On the whole, fees that mom-and-pop investors pay for mutual funds and other similar products have dropped substantially over the last several years. But in at least one corner of the investment universe, fees aren't budging all that much.
The largest and fastest-growing types of managed accounts sold by financial advisers and broker-dealers have dropped at most six basis points since the financial crisis while some fees have increased, according to a new report released this week by industry research firm Cerulli Associates.
Cerulli said four types of accounts — subadvisory separate accounts, mutual fund advisory, “rep-as-PM” and “rep-as-adviser” — have largely maintained the fees they charge, often even as the underlying investments have become cheaper.
The fees go to broker-dealers and other managed-account program sponsors as well as financial advisers, who increasingly are deciding how the money in those accounts are invested.

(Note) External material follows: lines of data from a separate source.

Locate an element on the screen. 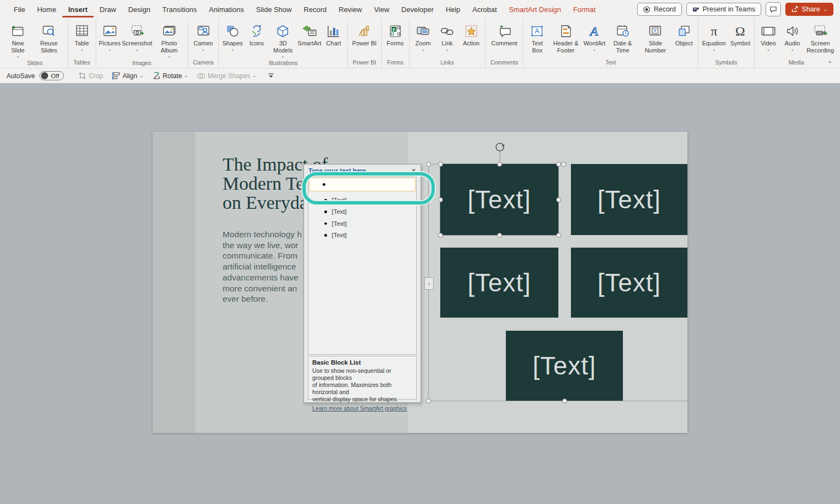 This screenshot has height=504, width=840. menu-smartart-design: SmartArt Design is located at coordinates (535, 9).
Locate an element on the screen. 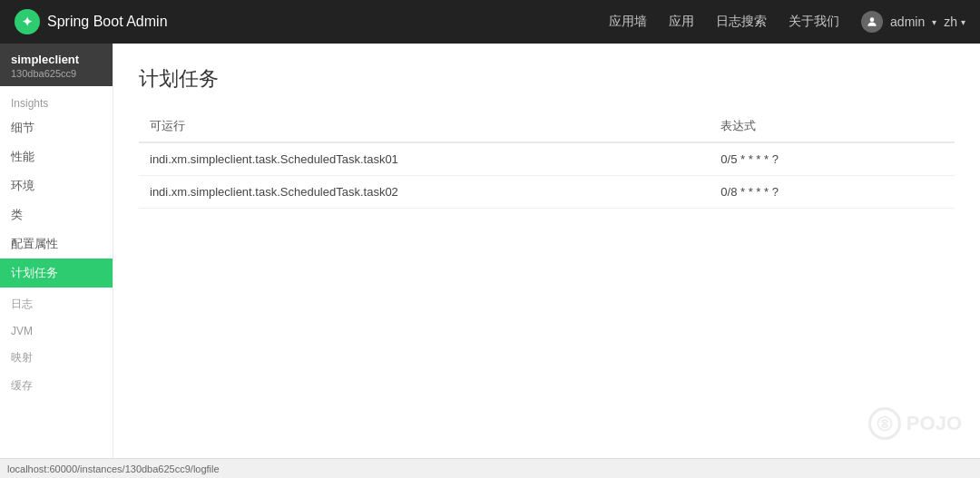 This screenshot has width=980, height=478. app-name: simpleclient is located at coordinates (56, 60).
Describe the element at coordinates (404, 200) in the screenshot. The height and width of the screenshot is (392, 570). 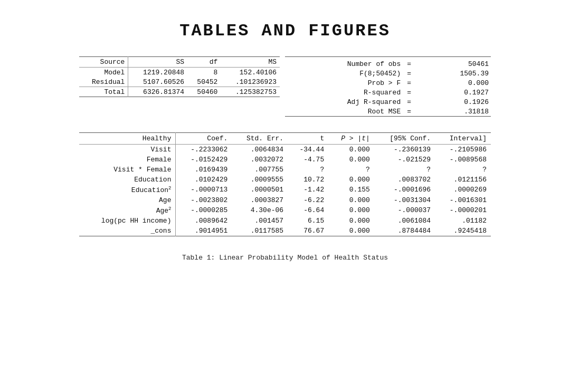
I see `reg-ci-low-5: -.0031304` at that location.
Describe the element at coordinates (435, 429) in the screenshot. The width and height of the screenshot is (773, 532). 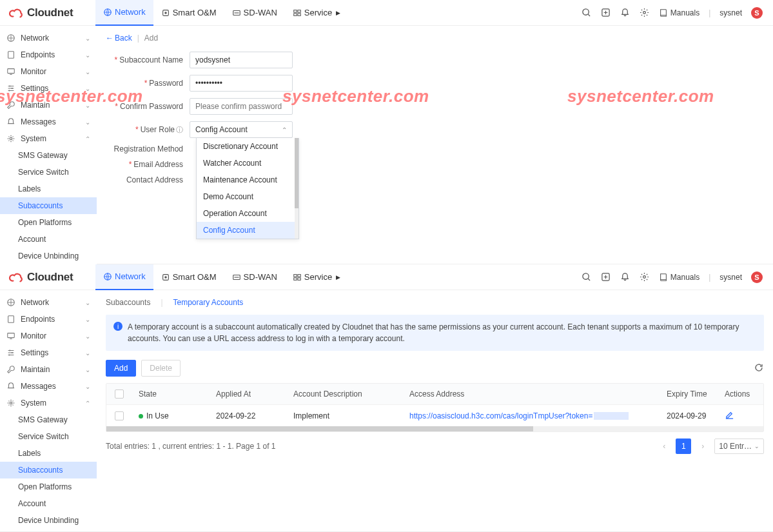
I see `horizontal-scrollbar` at that location.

According to Cerulli, broker-dealers, or B-Ds, are under increased pressure to drive profits to their parent companies while replacing lost revenue from sources such as 12b-1s, which are not typically embedded in the
cheaper, institutional share classes increasingly preferred by advisers.
“Consequently, B-Ds have begun pressuring their advisers to raise the explicit fee for advice,” according to the report. “Advisers are loath to raise fees on clients, especially since the reason for using institutional share classes is providing a better value. B-Ds are beginning to manipulate the payout grids of advisers to encourage a fee increase.”
Last year, the average annual explicit client fee for subadvisory separate accounts was 1.65%, down from 1.7% in 2008, according to Cerulli. The average annual fee for mutual fund advisory accounts was 1.10%, down slightly from 1.16% in 2008; the average annual fee for rep-as-PM accounts was 1.20% last year compared with 1.25% in 2008; and the average annual fee for rep-as-adviser accounts was 1.07%, up from 1.04% in 2008.
Comparatively, savers paid 0.74% in 2013 to invest in mutual funds that buy stocks. That's down from 1% the decade before, according to the Investment Company Institute, a trade group. In retirement accounts, plan sponsors have sought out
cheaper types of funds and accounts.
ETFs with rock-bottom management fees have grown popular, too, along with “robo-advisers,” like the
one introduced recently by the Charles Schwab Corp. that uses ETFs but doesn't add any advice fees on top.
INVESTORS POORLY INFORMED
As fees move, investors appear to be poorly informed about the cost of financial advice. Citing 2014 data it produced in conjunction with Phoenix Marketing International, a market-research group, Cerulli said 51% of investors weren't aware what they pay or thought they paid nothing. And only 6% said fees were a cause of satisfaction or dissatisfaction.
Most adviser-serving brokerages offer managed account programs, but the largest today are at the wirehouses, four firms that control 53% of the assets in the $4 trillion category.
But the programs are growing fastest at LPL Financial Services and Fidelity Investments, which serve independent advisers, according to the Money Management Institute, a trade group, and Dover Financial Research, a consultant.
Sponsors like Envestnet Inc. have also emerged as key gatekeepers alongside traditional broker-dealers, in the space between independent financial advisers and money managers like BlackRock Inc., Nuveen Investments and Legg Mason Inc., the largest traditional separate-account managers.
The managed account types cited by Cerulli are a diverse set, including an increasingly popular fee-based option called rep-as-PM, in which advisers take control of the asset allocation and sometimes security selection within portfolios. Once a marginal offering, that service has grown after advisers pulled money out of programs managed by their broker-dealers in the aftermath of the financial crisis.
In total, the four account types mentioned by Cerulli — including rep-as-PM — hold 89% of the managed-accounts industry's assets, according to MMI and Dover.